Del Chiaro, of the California Solar and Storage Association, emphasized that the PUC's "draconian" net metering reform has hit the entire California rooftop solar industry, not just SunPower.

"Everyone has been destabilized by this," she said. "I'm hoping SunPower is the last big one to go, but nobody is sitting pretty right now in California."

The California Solar and Storage Association estimates that NEM 3.0 is responsible for the loss of 17,000 jobs and has set the rooftop solar market back a decade. Despite stimulating a higher percentage of battery-backed systems, in line with regulators' intent, energy storage volumes would have been much higher had the overall solar market remained stronger with a more moderate net metering reform, according to Del Chiaro.

SunPower's dealers are now facing more turbulence.

"All of them are going to be touched by this in a negative way," Del Chiaro said.

"This bankruptcy comes at an interesting time because the two largest platforms out there, Sunrun and Sunnova, are both very focused at this point on showing that their businesses can generate cash," Osha added. "And so, what that means [is] if you are a newly orphaned SunPower dealer, and you were kind of pounding on the door at Sunrun or Sunnova, you're not necessarily going to get in."

People power SunPower's legacy

Del Chiaro sees SunPower's lasting legacy in the gigawatts of panels it has placed into service as part of the industry's launch, as well in the people who have been a part of the company. Some SunPower alums have gone on to lead other solar enterprises, like tracking specialist Nextracker Inc., whose leadership team is stacked with former SunPower executives, including CEO and co-founder Dan Shugar.

"You can shake up corporate structures ... but you can't really knock this industry down," Del Chiaro said. "At the end of the day, people are going to demand real solutions, and the kind of solutions that solar energy provides are just unmatched."

One of the most influential SunPower veterans is vying for several pieces of the company's remaining assets in the US Bankruptcy Court for the District of Delaware.

Complete Solaria, a Utah-based company led by former SunPower Chairman T.J. Rodgers, is first in line to acquire SunPower's Blue Raven Solar installation business, its new-homes unit and its non-installing dealership network for $45 million as stalking horse bidder. The offer will also assume some liabilities, including up to $7.2 million for SunPower's new-homes business.

Upon filing for bankruptcy, SunPower listed $2.01 billion in debt obligations. Any unsold assets — totaling $1.2 billion entering 2024 — will be liquidated.
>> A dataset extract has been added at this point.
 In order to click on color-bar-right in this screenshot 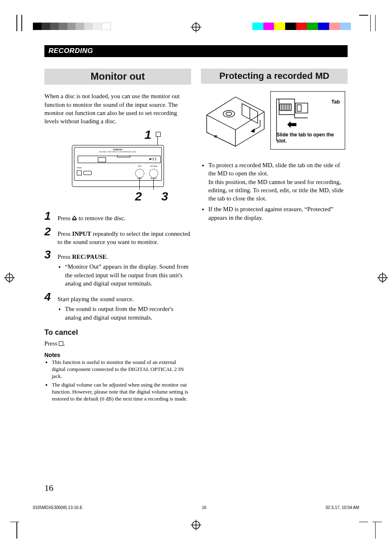, I will do `click(302, 26)`.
Rodgers, the founder and retired CEO of Cypress Semiconductor, attended Stanford with Swanson and takes credit for having saved SunPower in 2001 with a $750,000 personal check. Cypress later went on to become SunPower's corporate parent in 2002, leading the company to its 2005 IPO before spinning off its solar subsidiary in 2008.
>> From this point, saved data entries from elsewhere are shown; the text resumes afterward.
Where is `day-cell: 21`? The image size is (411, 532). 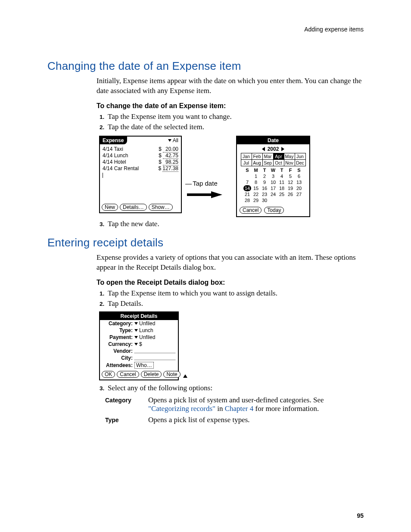 day-cell: 21 is located at coordinates (247, 194).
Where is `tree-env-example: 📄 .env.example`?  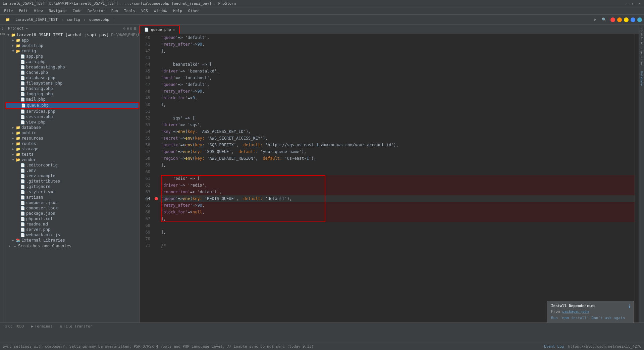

Complete Solaria, which is rebranding itself as Complete Solar, intends to supercharge its growth with Blue Raven and Core Energy Group, which was a July acquisition. The company is working with former SunPower CEO Tom Werner, who is now executive chairman, on the details of a financial plan, Rodgers said during an Aug. 14 earnings call with analysts.
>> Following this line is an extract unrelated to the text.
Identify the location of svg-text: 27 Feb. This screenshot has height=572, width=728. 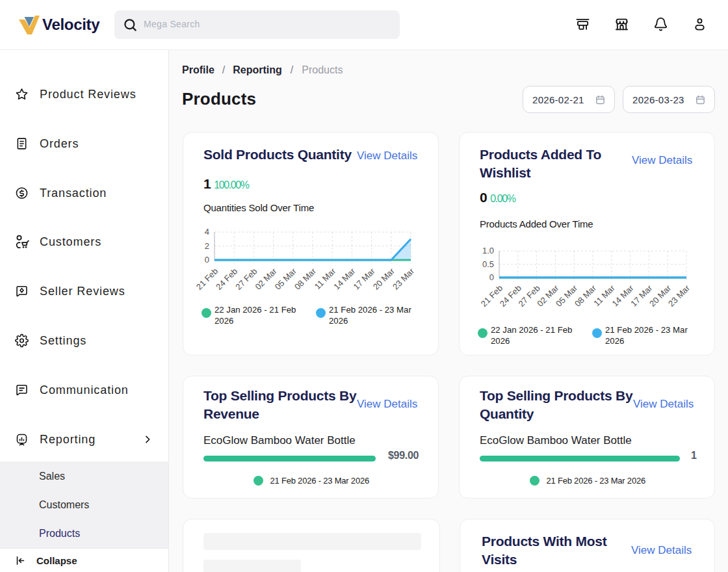
(246, 280).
A hearing to consider the stalking horse motion is set for Aug. 29, with deal closing anticipated by late September.

If the bid is approved, Rodgers foresees the combined company generating roughly $100 million in revenue per quarter. The Complete Solar CEO, who also sits on the board of microinverter and battery supplier Enphase Energy, said he plans to leverage that relationship, too.

"We expect to have a company that integrates very quickly, has shared values and takes advantage of the tailwind in the solar market," Rodgers said. "I think we've gone through the ugliest time. I think it's time to turn on."